Here is a solution you can try,

import re

from collections import defaultdict

text = """..."""

regexes = ["..."]

compiled_regex = '|'.join(regexes)

results = re.finditer(  # <-- Change to finditer, which returns a iterator (efficient on large data)
    compiled_regex,
    text,
    flags=re.MULTILINE | re.IGNORECASE
)

word_counts = defaultdict(int)  # <-- Default dict to track counts

for result in results:
    for key_, value_ in result.groupdict().items():  # <-- Use group dict, since the you have named capturing group
        if value_:
            word_counts[key_]  = 1

print(word_counts)

defaultdict(<class 'int'>, {'Writing__text': 1, 'Genre__classical': 2, 'Writing__latin': 3, 'Writing__literature': 2, 'Cities__virginia': 1, 'Writing__word': 2, 'Writing__book': 1, 'Genre__renaissance': 1})

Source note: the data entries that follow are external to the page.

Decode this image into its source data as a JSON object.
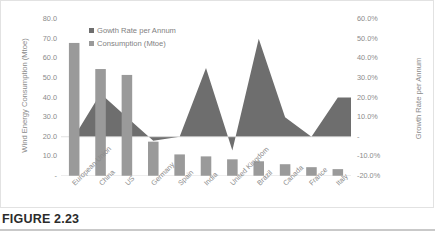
{
  "figure": {
    "caption": "FIGURE 2.23"
  },
  "legend": [
    {
      "label": "Gowth Rate per Annum",
      "color": "#6e6e6e",
      "key": "growth"
    },
    {
      "label": "Consumption (Mtoe)",
      "color": "#9a9a9a",
      "key": "consumption"
    }
  ],
  "axes": {
    "left_title": "Wind Energy Consumption (Mtoe)",
    "right_title": "Growth Rate per Annum",
    "left_ticks": [
      "80.0",
      "70.0",
      "60.0",
      "50.0",
      "40.0",
      "30.0",
      "20.0",
      "10.0",
      "-"
    ],
    "right_ticks": [
      "60.0%",
      "50.0%",
      "40.0%",
      "30.0%",
      "20.0%",
      "10.0%",
      "-",
      "-10.0%",
      "-20.0%"
    ]
  },
  "colors": {
    "bar": "#9a9a9a",
    "area": "#6e6e6e",
    "axis_text": "#8b8b8b",
    "border": "#e2e2e2",
    "baseline": "#d9d9d9",
    "caption_rule": "#c9c9c9"
  },
  "chart_data": {
    "type": "bar",
    "title": "",
    "subtitle": "",
    "xlabel": "",
    "ylabel": "Wind Energy Consumption (Mtoe)",
    "y2label": "Growth Rate per Annum",
    "ylim": [
      0,
      80
    ],
    "y2lim": [
      -20,
      60
    ],
    "ytick_step": 10,
    "y2tick_step": 10,
    "grid": false,
    "legend_position": "top-left",
    "categories": [
      "European Union",
      "China",
      "US",
      "Germany",
      "Spain",
      "India",
      "United Kingdom",
      "Brazil",
      "Canada",
      "France",
      "Italy"
    ],
    "series": [
      {
        "name": "Consumption (Mtoe)",
        "type": "bar",
        "axis": "left",
        "unit": "Mtoe",
        "values": [
          67.8,
          54.5,
          51.5,
          17.5,
          11.0,
          10.0,
          8.5,
          7.5,
          6.0,
          4.5,
          3.5
        ]
      },
      {
        "name": "Gowth Rate per Annum",
        "type": "area",
        "axis": "right",
        "unit": "%",
        "values": [
          0.0,
          22.0,
          10.0,
          -2.0,
          0.0,
          35.0,
          -7.0,
          50.0,
          10.0,
          0.0,
          20.0
        ]
      }
    ]
  }
}
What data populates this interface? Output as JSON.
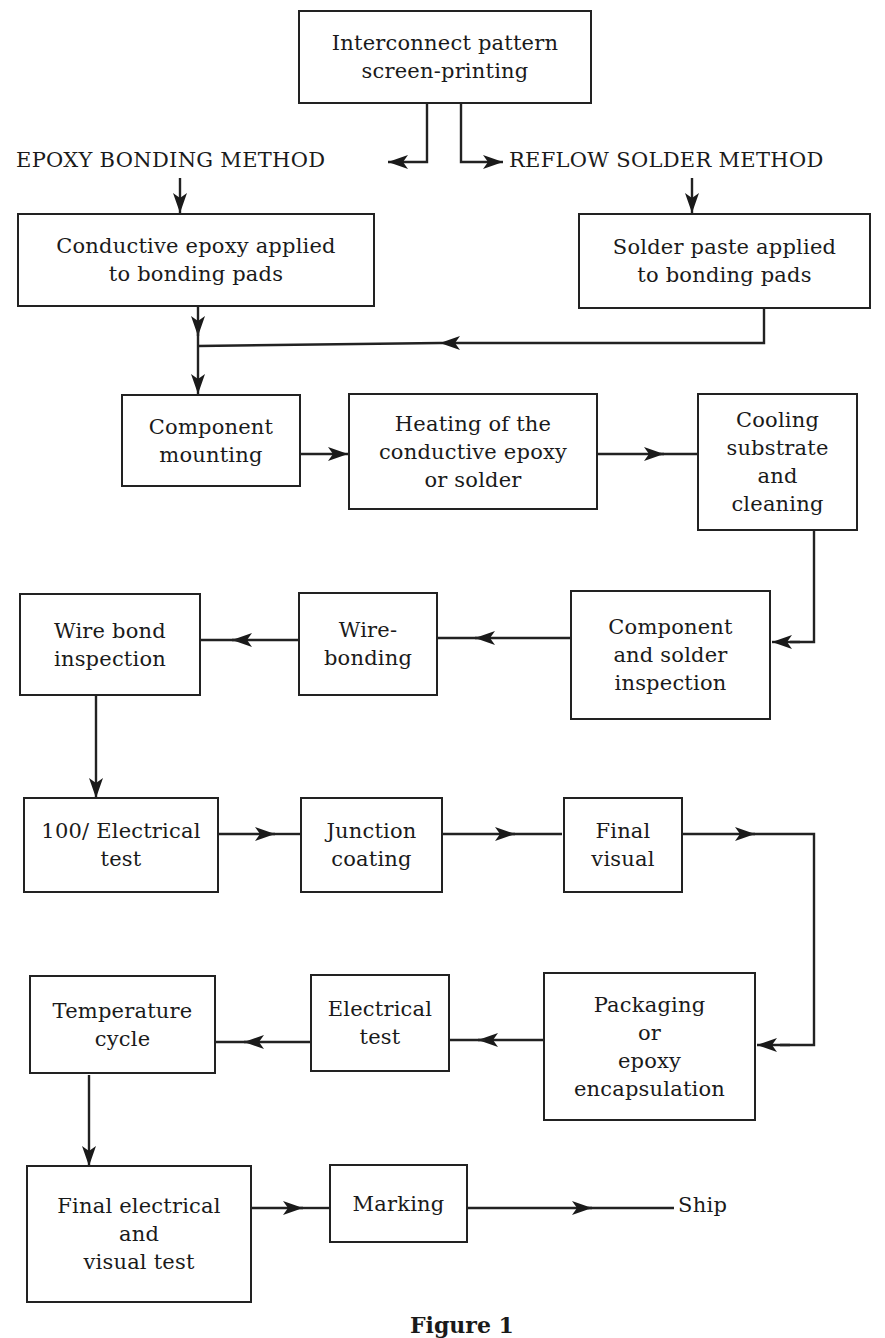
{
  "diagram": {
    "type": "flowchart",
    "caption": "Figure 1",
    "branch_labels": {
      "epoxy": "EPOXY BONDING METHOD",
      "reflow": "REFLOW SOLDER METHOD"
    },
    "terminal": "Ship",
    "nodes": [
      {
        "id": "interconnect",
        "label": "Interconnect pattern\nscreen-printing"
      },
      {
        "id": "epoxy_applied",
        "label": "Conductive epoxy applied\nto bonding pads"
      },
      {
        "id": "solder_applied",
        "label": "Solder paste applied\nto bonding pads"
      },
      {
        "id": "mounting",
        "label": "Component\nmounting"
      },
      {
        "id": "heating",
        "label": "Heating of the\nconductive epoxy\nor solder"
      },
      {
        "id": "cooling",
        "label": "Cooling\nsubstrate\nand\ncleaning"
      },
      {
        "id": "comp_inspection",
        "label": "Component\nand solder\ninspection"
      },
      {
        "id": "wirebonding",
        "label": "Wire-\nbonding"
      },
      {
        "id": "wb_inspection",
        "label": "Wire bond\ninspection"
      },
      {
        "id": "elec_test_100",
        "label": "100/ Electrical\ntest"
      },
      {
        "id": "junction",
        "label": "Junction\ncoating"
      },
      {
        "id": "final_visual",
        "label": "Final\nvisual"
      },
      {
        "id": "packaging",
        "label": "Packaging\nor\nepoxy\nencapsulation"
      },
      {
        "id": "elec_test",
        "label": "Electrical\ntest"
      },
      {
        "id": "temp_cycle",
        "label": "Temperature\ncycle"
      },
      {
        "id": "final_test",
        "label": "Final electrical\nand\nvisual test"
      },
      {
        "id": "marking",
        "label": "Marking"
      }
    ],
    "edges": [
      [
        "interconnect",
        "EPOXY BONDING METHOD"
      ],
      [
        "interconnect",
        "REFLOW SOLDER METHOD"
      ],
      [
        "EPOXY BONDING METHOD",
        "epoxy_applied"
      ],
      [
        "REFLOW SOLDER METHOD",
        "solder_applied"
      ],
      [
        "epoxy_applied",
        "mounting"
      ],
      [
        "solder_applied",
        "mounting"
      ],
      [
        "mounting",
        "heating"
      ],
      [
        "heating",
        "cooling"
      ],
      [
        "cooling",
        "comp_inspection"
      ],
      [
        "comp_inspection",
        "wirebonding"
      ],
      [
        "wirebonding",
        "wb_inspection"
      ],
      [
        "wb_inspection",
        "elec_test_100"
      ],
      [
        "elec_test_100",
        "junction"
      ],
      [
        "junction",
        "final_visual"
      ],
      [
        "final_visual",
        "packaging"
      ],
      [
        "packaging",
        "elec_test"
      ],
      [
        "elec_test",
        "temp_cycle"
      ],
      [
        "temp_cycle",
        "final_test"
      ],
      [
        "final_test",
        "marking"
      ],
      [
        "marking",
        "Ship"
      ]
    ]
  }
}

CodePudding user response:

You could remove all punctuation from your text and lowercase it; then split it to a word list and count words using a Counter. Then use a comprehension over a dictionary of words in each category to build your desired result:

from collections import Counter

words = { 'Writing' : ['word', 'book', 'latin', 'text', 'literature'],
          'Cities' : ['virginia'],
          'Genre' : ['classical', 'renaissance']
        }
counts = Counter(re.split(r'\s*[^a-z0-9]', text.lower()))
result = { f'{k}__{w}' : counts[w] for k, v in words.items() for w in v }

Output:

{
    "Writing__word": 1,
    "Writing__book": 1,
    "Writing__latin": 3,
    "Writing__text": 1,
    "Writing__literature": 2,
    "Cities__virginia": 1,
    "Genre__classical": 2,
    "Genre__renaissance": 1
}

Better yet, produce a dict of dict of counts:

result = { k : { w : counts[w] for w in v } for k, v in words.items() }

Output:

{
    "Writing": {
        "word": 1,
        "book": 1,
        "latin": 3,
        "text": 1,
        "literature": 2,
        "fred": 0
    },
    "Cities": {
        "virginia": 1
    },
    "Genre": {
        "classical": 2,
        "renaissance": 1
    }
}

Performance wise for the sample data and search words, this method is about 45% faster than the method proposed using regexes (100k iterations using timeit came to 4.77s vs 9.12s). I would expect that as the complexity of the search increased, this advantage would improve.

CodePudding user response:

(untested) But I would do something like:

# May need to remove other punctuation here using .replace()
input_as_list = text.split(" ").replace(",", "").replace(".", "").replace("(", "").replace('"', "")

# Add any desired words here
words_to_find = ["book", "word", "latin"]

# Output dict
output = {}

for word in words_to_find:
    output[word] = input_as_list.count(word)

print(output)

This will return something that looks like:

{"book": 7, "word": 5, "latin": 3}

Using Python built-in string methods is recommended over regex as their behavior is more clear.